Signal
The privacy benchmark: encrypted by default, minimal metadata, fully open source, nonprofit. If privacy is the only priority, this is the pick.
Three of the biggest messengers, judged only on what matters for privacy: is it encrypted by default, how much metadata it keeps, whether the code is open, and who owns it. No hype, just the differences.
What each app does by default, on the points that actually affect your privacy.
| Feature | Signal | Telegram | |
|---|---|---|---|
| End-to-end encryptionBy default, for all chats | Yes | Yes | No — only in opt-in "Secret Chats", not groups |
| Where messages liveStorage model | On your device only | On your device; optional cloud backup | Cloud by default (Telegram can access) |
| Metadata collectedWho, when, how often | Minimal | Significant (Meta ecosystem) | Significant |
| Open sourceAuditable code | Yes — client and server | Partial — protocol only | Partial — client only |
| Owner / modelBusiness incentive | Nonprofit foundation | Meta (ad company) | Private company |
| Requires phone numberTo sign up | Yes | Yes | Yes |
Indicative comparison based on each app's default behaviour; features and policies change, so check each provider. Signal generally rates highest on privacy; WhatsApp encrypts content by default but collects more metadata; Telegram is not end-to-end encrypted by default.
The privacy benchmark: encrypted by default, minimal metadata, fully open source, nonprofit. If privacy is the only priority, this is the pick.
Strong content encryption by default, but it's a Meta product, so metadata about your habits is collected and linked across services.
Popular and feature-rich, but regular chats are not end-to-end encrypted, they sit on Telegram's servers unless you use Secret Chats.
By most privacy measures, Signal. It is end-to-end encrypted by default for everything, collects almost no metadata, is fully open source, and is run by a nonprofit. WhatsApp is E2EE by default too but is owned by Meta and collects more metadata. Telegram is not end-to-end encrypted by default.
Not by default. Regular Telegram chats are stored on Telegram's servers and are encrypted in transit and at rest, but Telegram can access them. End-to-end encryption is only available in opt-in "Secret Chats", which are one-to-one and not available for groups.
WhatsApp messages and calls are end-to-end encrypted by default using the Signal protocol, so the content is protected. The main concern is metadata: as a Meta product, it collects data about who you talk to, when and how you use it, which can be linked across Meta's services.
It combines E2EE by default, minimal metadata collection, fully open-source code that anyone can audit, and nonprofit governance with no ad business model. There is no incentive to monetise your data.
NOLO isn't a messenger, but it shares the same philosophy as Signal: collect as little as possible, keep data on your device, and don't build a profile of you. It is a private AI with no account, no tracking and no training on your chats.
NOLO shares Signal's philosophy: collect as little as possible. A private AI chat with no account, no tracking and nothing retained.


Retype all the records below exactly as they are, with no image carried over.
START Records for the task
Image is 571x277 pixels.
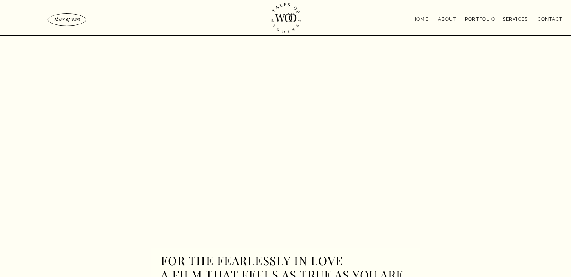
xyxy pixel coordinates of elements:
[412,15,430,22] a: Home
[464,15,496,22] a: portfolio
[523,15,562,22] a: contact
[434,15,459,21] a: About
[51,16,83,22] a: Tales of Woo
[499,15,532,22] a: Services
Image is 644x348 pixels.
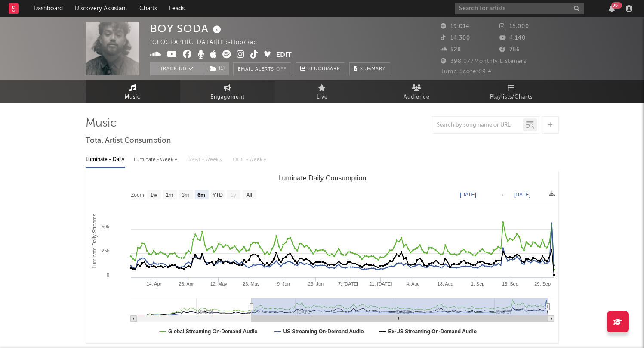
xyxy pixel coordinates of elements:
text: Luminate Daily Streams [91,213,97,268]
div: 99 + [611,2,622,8]
span: 14,300 [440,35,471,41]
text: 18. Aug [438,281,454,286]
span: Live [317,92,328,103]
text: US Streaming On-Demand Audio [283,328,364,335]
a: Audience [370,79,464,104]
text: 0 [107,272,108,277]
button: (1) [205,62,229,75]
a: Playlists/Charts [464,79,559,104]
text: Ex-US Streaming On-Demand Audio [388,328,477,335]
span: Engagement [210,92,245,103]
span: Audience [404,92,430,103]
span: Playlists/Charts [490,92,533,103]
span: 756 [500,47,520,53]
span: 528 [440,47,461,53]
div: BOY SODA [150,22,223,36]
text: 12. May [210,281,227,286]
a: Music [86,79,180,104]
text: [DATE] [460,191,476,197]
text: 26. May [242,281,260,286]
text: → [500,191,504,197]
span: 15,000 [500,24,529,29]
text: 9. Jun [276,281,289,286]
text: 21. [DATE] [370,281,392,286]
text: All [246,192,252,198]
input: Search by song name or URL [433,122,523,128]
text: 28. Apr [178,281,193,286]
text: 6m [197,192,205,198]
button: Summary [350,62,390,75]
span: ( 1 ) [204,62,229,75]
a: Live [275,79,370,104]
text: 7. [DATE] [339,281,358,286]
text: 1. Sep [471,281,485,286]
text: 14. Apr [146,281,161,286]
button: 99+ [609,5,615,12]
svg: Luminate Daily Consumption [86,171,558,343]
text: YTD [212,192,223,198]
em: Off [276,67,287,72]
text: 29. Sep [535,281,551,286]
button: Tracking [150,62,204,75]
div: Luminate - Daily [86,153,125,167]
text: [DATE] [514,191,531,197]
text: Zoom [131,192,144,198]
span: Benchmark [307,64,340,75]
a: Benchmark [296,62,345,75]
span: Jump Score: 89.4 [440,69,492,75]
text: 50k [102,224,109,229]
button: Edit [276,50,291,60]
div: Luminate - Weekly [134,153,179,167]
text: Global Streaming On-Demand Audio [168,328,257,335]
text: 1y [231,192,237,198]
span: 398,077 Monthly Listeners [440,58,527,64]
text: 1w [150,192,157,198]
text: 25k [102,248,109,253]
a: Engagement [180,79,275,104]
span: 19,014 [440,24,470,29]
text: 1m [166,192,173,198]
span: Total Artist Consumption [86,136,171,146]
span: Summary [360,67,386,72]
text: 3m [182,192,189,198]
span: 4,140 [500,35,526,41]
text: Luminate Daily Consumption [278,174,366,182]
text: 4. Aug [406,281,420,286]
text: 23. Jun [308,281,323,286]
div: [GEOGRAPHIC_DATA] | Hip-Hop/Rap [150,38,267,48]
span: Music [124,92,140,103]
text: 15. Sep [502,281,518,286]
button: Email AlertsOff [233,62,291,75]
input: Search for artists [454,4,584,14]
END Records for the task
● Your solution
Image is 571x277 pixels.
xyxy pixel coordinates of elements:
[412,15,430,22] a: Home
[464,15,496,22] a: portfolio
[523,15,562,22] a: contact
[434,15,459,21] a: About
[51,16,83,22] a: Tales of Woo
[499,15,532,22] a: Services
Image is 644x348 pixels.
xyxy pixel coordinates of elements:
text: Luminate Daily Streams [91,213,97,268]
div: 99 + [611,2,622,8]
span: 14,300 [440,35,471,41]
text: 18. Aug [438,281,454,286]
span: Live [317,92,328,103]
text: US Streaming On-Demand Audio [283,328,364,335]
a: Audience [370,79,464,104]
text: 0 [107,272,108,277]
button: (1) [205,62,229,75]
a: Playlists/Charts [464,79,559,104]
text: Ex-US Streaming On-Demand Audio [388,328,477,335]
span: Engagement [210,92,245,103]
span: Audience [404,92,430,103]
span: Playlists/Charts [490,92,533,103]
span: 756 [500,47,520,53]
span: 528 [440,47,461,53]
div: BOY SODA [150,22,223,36]
text: 12. May [210,281,227,286]
a: Music [86,79,180,104]
text: [DATE] [460,191,476,197]
text: 26. May [242,281,260,286]
text: → [500,191,504,197]
span: 15,000 [500,24,529,29]
text: 9. Jun [276,281,289,286]
text: 21. [DATE] [370,281,392,286]
text: All [246,192,252,198]
input: Search by song name or URL [433,122,523,128]
text: 28. Apr [178,281,193,286]
text: 6m [197,192,205,198]
button: Summary [350,62,390,75]
span: ( 1 ) [204,62,229,75]
a: Live [275,79,370,104]
text: 7. [DATE] [339,281,358,286]
text: 1. Sep [471,281,485,286]
text: 14. Apr [146,281,161,286]
button: 99+ [609,5,615,12]
svg: Luminate Daily Consumption [86,171,558,343]
text: YTD [212,192,223,198]
em: Off [276,67,287,72]
text: 29. Sep [535,281,551,286]
button: Tracking [150,62,204,75]
div: Luminate - Daily [86,153,125,167]
text: [DATE] [514,191,531,197]
text: Zoom [131,192,144,198]
span: Benchmark [307,64,340,75]
a: Benchmark [296,62,345,75]
span: Jump Score: 89.4 [440,69,492,75]
text: 50k [102,224,109,229]
button: Edit [276,50,291,60]
div: Luminate - Weekly [134,153,179,167]
text: Global Streaming On-Demand Audio [168,328,257,335]
text: 1y [231,192,237,198]
span: 398,077 Monthly Listeners [440,58,527,64]
text: 1w [150,192,157,198]
text: 25k [102,248,109,253]
a: Engagement [180,79,275,104]
span: 19,014 [440,24,470,29]
text: 1m [166,192,173,198]
span: Total Artist Consumption [86,136,171,146]
span: Summary [360,67,386,72]
text: 3m [182,192,189,198]
span: 4,140 [500,35,526,41]
text: Luminate Daily Consumption [278,174,366,182]
text: 4. Aug [406,281,420,286]
text: 23. Jun [308,281,323,286]
div: [GEOGRAPHIC_DATA] | Hip-Hop/Rap [150,38,267,48]
span: Music [124,92,140,103]
text: 15. Sep [502,281,518,286]
button: Email AlertsOff [233,62,291,75]
input: Search for artists [454,4,584,14]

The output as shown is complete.